The single dad was voted, without doubt, NTA (Not The Asshole), with thousands upon thousands of readers heaping him with praise and pointing out that his motivation behind honing his daughter's culinary skills has been massively twisted out of proportion, and that the response by the school was presumptive and inappropriate. One commenter even drafted the dad a letter to send in, which he did!

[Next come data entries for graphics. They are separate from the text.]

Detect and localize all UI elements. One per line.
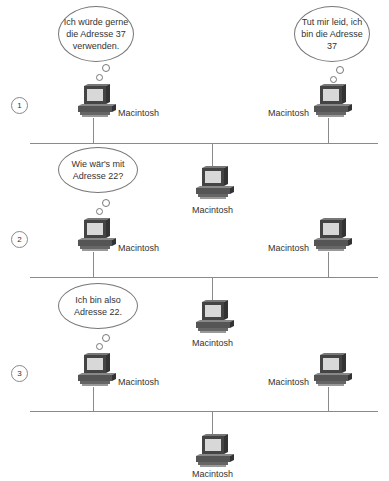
macintosh-computer-icon	[194, 166, 234, 202]
macintosh-computer-icon	[194, 434, 234, 470]
node-label: Macintosh	[118, 243, 159, 253]
thought-dot	[102, 334, 110, 342]
network-drop	[93, 118, 94, 143]
network-drop	[212, 411, 213, 436]
bubble-text: Tut mir leid, ich bin die Adresse 37	[295, 16, 369, 52]
macintosh-computer-icon	[76, 84, 116, 120]
network-drop	[328, 387, 329, 411]
macintosh-computer-icon	[312, 218, 352, 254]
macintosh-computer-icon	[76, 218, 116, 254]
network-drop	[93, 387, 94, 411]
node-label: Macintosh	[268, 108, 309, 118]
network-drop	[212, 143, 213, 168]
node-label: Macintosh	[268, 377, 309, 387]
node-label: Macintosh	[192, 205, 233, 215]
bubble-text: Ich würde gerne die Adresse 37 verwenden…	[59, 16, 133, 52]
thought-dot	[96, 343, 103, 350]
bubble-text: Ich bin also Adresse 22.	[59, 294, 137, 318]
macintosh-computer-icon	[76, 353, 116, 389]
macintosh-computer-icon	[194, 300, 234, 336]
thought-bubble-step2: Wie wär's mit Adresse 22?	[58, 147, 138, 193]
network-bus-1	[30, 143, 378, 144]
node-label: Macintosh	[118, 108, 159, 118]
network-bus-2	[30, 277, 378, 278]
thought-bubble-step3: Ich bin also Adresse 22.	[58, 283, 138, 329]
node-label: Macintosh	[192, 338, 233, 348]
thought-bubble-step1-right: Tut mir leid, ich bin die Adresse 37	[294, 6, 370, 62]
network-drop	[212, 277, 213, 302]
network-bus-3	[30, 411, 378, 412]
thought-dot	[102, 199, 110, 207]
thought-dot	[336, 66, 344, 74]
thought-dot	[102, 64, 110, 72]
network-drop	[328, 252, 329, 277]
thought-dot	[330, 76, 337, 83]
thought-bubble-step1-left: Ich würde gerne die Adresse 37 verwenden…	[58, 6, 134, 62]
node-label: Macintosh	[192, 469, 233, 479]
macintosh-computer-icon	[312, 353, 352, 389]
node-label: Macintosh	[268, 243, 309, 253]
step-badge-1: 1	[11, 97, 28, 114]
thought-dot	[96, 208, 103, 215]
node-label: Macintosh	[118, 377, 159, 387]
thought-dot	[96, 74, 103, 81]
bubble-text: Wie wär's mit Adresse 22?	[59, 158, 137, 182]
step-badge-2: 2	[11, 231, 28, 248]
network-drop	[328, 118, 329, 143]
macintosh-computer-icon	[312, 84, 352, 120]
step-badge-3: 3	[11, 365, 28, 382]
network-drop	[93, 252, 94, 277]
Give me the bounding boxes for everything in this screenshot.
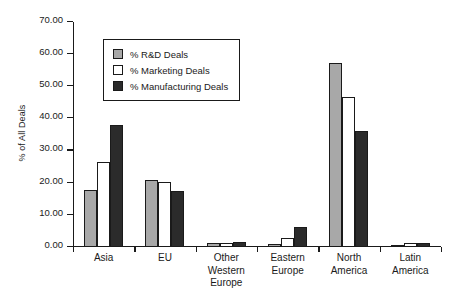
- bar: [110, 125, 123, 247]
- bar: [355, 131, 368, 247]
- legend-label: % Manufacturing Deals: [130, 81, 228, 92]
- y-tick-label: 60.00: [39, 46, 63, 57]
- bar: [342, 97, 355, 247]
- legend-label: % Marketing Deals: [130, 65, 210, 76]
- bar: [171, 191, 184, 247]
- x-tick: [441, 247, 442, 252]
- y-tick-label: 0.00: [45, 239, 64, 250]
- chart-legend: % R&D Deals% Marketing Deals% Manufactur…: [103, 39, 240, 101]
- bar: [404, 243, 417, 248]
- legend-item: % R&D Deals: [113, 46, 228, 62]
- y-tick-label: 20.00: [39, 175, 63, 186]
- bar: [207, 243, 220, 247]
- bar: [158, 182, 171, 247]
- bar: [391, 245, 404, 247]
- bar-group: [318, 22, 379, 247]
- y-tick-label: 10.00: [39, 207, 63, 218]
- y-tick-label: 50.00: [39, 78, 63, 89]
- x-axis-label: Latin America: [380, 252, 441, 277]
- legend-swatch-icon: [113, 81, 123, 91]
- x-axis-label: Eastern Europe: [257, 252, 318, 277]
- bar: [281, 238, 294, 247]
- bar: [233, 242, 246, 247]
- bar: [97, 162, 110, 247]
- legend-item: % Manufacturing Deals: [113, 78, 228, 94]
- legend-swatch-icon: [113, 65, 123, 75]
- bar: [294, 227, 307, 247]
- bar-group: [257, 22, 318, 247]
- y-tick-label: 30.00: [39, 142, 63, 153]
- bar: [220, 243, 233, 248]
- bar: [329, 63, 342, 247]
- x-axis-label: Other Western Europe: [196, 252, 257, 290]
- bar-group: [380, 22, 441, 247]
- bar-chart: % of All Deals 0.0010.0020.0030.0040.005…: [0, 0, 457, 300]
- legend-item: % Marketing Deals: [113, 62, 228, 78]
- legend-label: % R&D Deals: [130, 49, 188, 60]
- bar: [145, 180, 158, 247]
- legend-swatch-icon: [113, 49, 123, 59]
- x-axis-label: North America: [318, 252, 379, 277]
- y-tick-label: 40.00: [39, 110, 63, 121]
- x-axis-label: EU: [134, 252, 195, 265]
- y-tick-label: 70.00: [39, 14, 63, 25]
- bar: [84, 190, 97, 247]
- bar: [268, 244, 281, 247]
- y-axis-title: % of All Deals: [17, 73, 27, 193]
- bar: [417, 243, 430, 247]
- x-axis-label: Asia: [73, 252, 134, 265]
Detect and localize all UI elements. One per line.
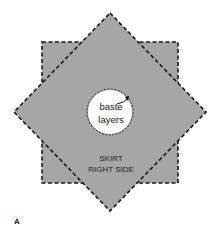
center-label-line1: baste: [99, 101, 122, 112]
skirt-diagram: baste layers SKIRT RIGHT SIDE A: [0, 0, 218, 234]
skirt-label-line1: SKIRT: [99, 154, 123, 163]
center-label-line2: layers: [98, 114, 124, 125]
skirt-label-line2: RIGHT SIDE: [88, 165, 134, 174]
waist-hole: [88, 90, 132, 134]
panel-label: A: [14, 217, 20, 226]
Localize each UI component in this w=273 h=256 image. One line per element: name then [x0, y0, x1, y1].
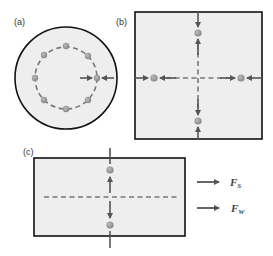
dot-bottom [106, 221, 113, 228]
legend: FS FW [197, 176, 245, 216]
panel-c-label: (c) [23, 147, 34, 157]
dot-top [194, 29, 201, 36]
dot [85, 97, 91, 103]
dot [63, 106, 69, 112]
panel-a: (a) [14, 17, 117, 129]
dot [41, 52, 47, 58]
dot-left [150, 74, 157, 81]
dot-bottom [194, 117, 201, 124]
dot-right [237, 74, 244, 81]
legend-fs: FS [229, 176, 241, 190]
diagram-canvas: (a) (b) [0, 0, 273, 256]
dot [32, 75, 38, 81]
outer-circle [15, 27, 117, 129]
dot [63, 43, 69, 49]
dot [41, 97, 47, 103]
panel-b: (b) [116, 11, 262, 140]
panel-b-label: (b) [116, 17, 127, 27]
dot [85, 53, 91, 59]
dot-top [106, 166, 113, 173]
panel-c: (c) [23, 147, 185, 248]
dot [94, 75, 100, 81]
legend-fw: FW [230, 202, 245, 216]
panel-a-label: (a) [14, 17, 25, 27]
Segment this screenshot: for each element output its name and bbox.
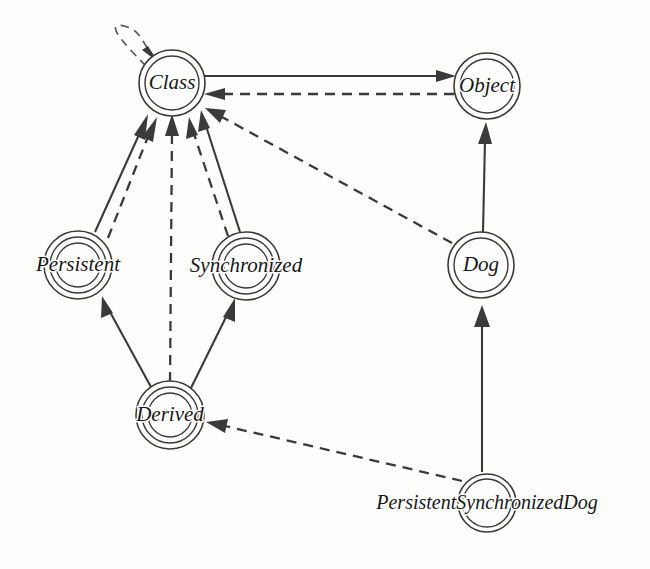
node-derived[interactable]: Derived [135, 381, 204, 449]
edge-synchronized-to-class-dashed-path [194, 134, 228, 236]
edge-dog-to-class-dashed-path [222, 117, 452, 243]
edge-class-to-object[interactable] [205, 70, 456, 82]
edge-class-to-object-arrowhead [436, 70, 456, 82]
edge-derived-to-class-dashed-arrowhead [165, 114, 179, 136]
edge-psd-to-derived-dashed[interactable] [206, 419, 462, 481]
edge-psd-to-dog-solid-arrowhead [474, 305, 490, 327]
node-synchronized[interactable]: Synchronized [190, 232, 303, 300]
edge-psd-to-derived-dashed-arrowhead [206, 419, 228, 433]
node-dog[interactable]: Dog [448, 232, 514, 298]
edge-persistent-to-class-solid[interactable] [95, 114, 148, 232]
node-object[interactable]: Object [454, 53, 520, 119]
edge-derived-to-persistent-solid[interactable] [101, 296, 151, 387]
edge-synchronized-to-class-solid[interactable] [198, 110, 240, 232]
edge-dog-to-object-solid[interactable] [478, 122, 492, 232]
edge-synchronized-to-class-solid-path [206, 126, 240, 232]
edge-derived-to-persistent-solid-path [110, 312, 151, 387]
edge-persistent-to-class-dashed-path [108, 134, 149, 238]
node-synchronized-label: Synchronized [190, 253, 303, 277]
node-class-label: Class [149, 70, 196, 94]
edge-object-to-class-arrowhead [204, 88, 225, 100]
edge-derived-to-synchronized-solid[interactable] [191, 298, 235, 388]
edge-dog-to-object-solid-arrowhead [478, 122, 492, 144]
graph-svg: Class Object Persistent Synchronized [0, 0, 650, 569]
edge-persistent-to-class-dashed[interactable] [108, 117, 157, 238]
edge-dog-to-class-dashed-arrowhead [205, 108, 226, 123]
node-derived-label: Derived [135, 402, 204, 426]
edge-synchronized-to-class-dashed-arrowhead [186, 117, 198, 139]
node-psd-label: PersistentSynchronizedDog [375, 491, 597, 514]
node-persistent-label: Persistent [35, 252, 121, 276]
edge-dog-to-class-dashed[interactable] [205, 108, 452, 243]
edge-object-to-class[interactable] [204, 88, 454, 100]
node-persistent[interactable]: Persistent [35, 231, 121, 299]
node-layer: Class Object Persistent Synchronized [35, 50, 598, 532]
node-persistentsynchronizeddog[interactable]: PersistentSynchronizedDog [375, 474, 597, 532]
edge-class-self-loop-path [115, 25, 152, 66]
edge-dog-to-object-solid-path [483, 140, 485, 232]
edge-persistent-to-class-solid-path [95, 128, 142, 232]
edge-psd-to-derived-dashed-path [225, 426, 462, 481]
node-dog-label: Dog [462, 252, 499, 276]
diagram-canvas: Class Object Persistent Synchronized [0, 0, 650, 569]
edge-derived-to-synchronized-solid-path [191, 315, 227, 388]
edge-synchronized-to-class-solid-arrowhead [198, 110, 210, 132]
node-class[interactable]: Class [139, 50, 205, 116]
edge-psd-to-dog-solid[interactable] [474, 305, 490, 472]
edge-derived-to-class-dashed[interactable] [165, 114, 179, 382]
edge-derived-to-class-dashed-path [170, 132, 172, 382]
node-object-label: Object [459, 73, 516, 97]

"I never said it was to make her future husband happy... Only that it was something to do for people that you care about, the way I did for her. Besides, she was too young the first time we discussed it to have any inkling of her own sexuality. And I used the example of me cooking for her late mother as something I was very proud of. Frankly, I'm very disturbed that you assumed that her mother was the the one doing the cooking simply because of her gender, especially because you know that she died when my daughter was 2. I'm also extremely disappointed that you would squelch my daughter's heartfelt statements because of your own perceived sexist notions. I can't imagine that she will ever feel comfortable sharing her true thoughts in that class again. I only hope that your negative response doesn't discourage her from an activity that she loves."
Our verdict...
We think that the OP (original poster) sounds like a fabulous father, doing his best in an awful situation. Cooking is a vital life skill, but to be able to encourage and support your child to cook to such a talented level is beyond admirable; he's potentially setting her up for a very fruitful career that she clearly gets so much fulfilment and enjoyment out of!
The comment his daughter made in response to her teacher was taken completely out of context, leading to unfair negative assumptions about this man; we really hope that he complains and takes it further... they need to be served some humble pie! And not the delicious type that we're sure daddy and daughter could whip up in the kitchen.